CLEOPATRA JONES is a blaxploitation movie that goes above and beyond the call of duty. It has all the funk, swagger and aspirational badassness that you hope for in the genre, but even more heightened. That’s both literal and figurative; Warner Brothers’ answer to American International’s success with Pam Grier vehicles was to hire the regal 6′ 2″ model Tamara Dobson, teach her some martial arts and have her play an unfuckwithable special agent.
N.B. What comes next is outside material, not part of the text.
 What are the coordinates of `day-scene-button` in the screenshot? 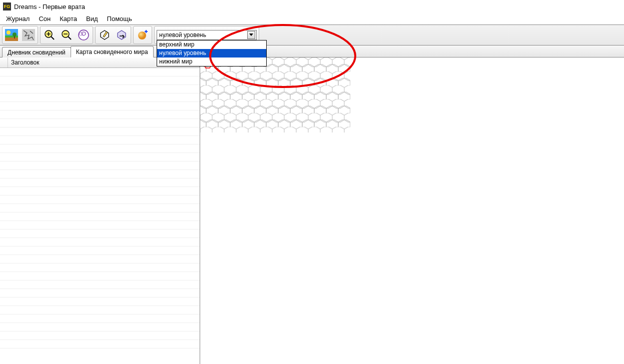 It's located at (12, 35).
You guys know who Booker T and the MGs are, right? The amazing instrumental R&B group, centered around soulful organist Booker T. Jones, with a group of super-tight studio musicians including Blues Brothers Steve Cropper and (in a later lineup) Donald “Duck” Dunn. They were the house band for Stax Records, so not only did they have all their great albums but you can hear them backing up Otis Redding, Wilson Pickett and others.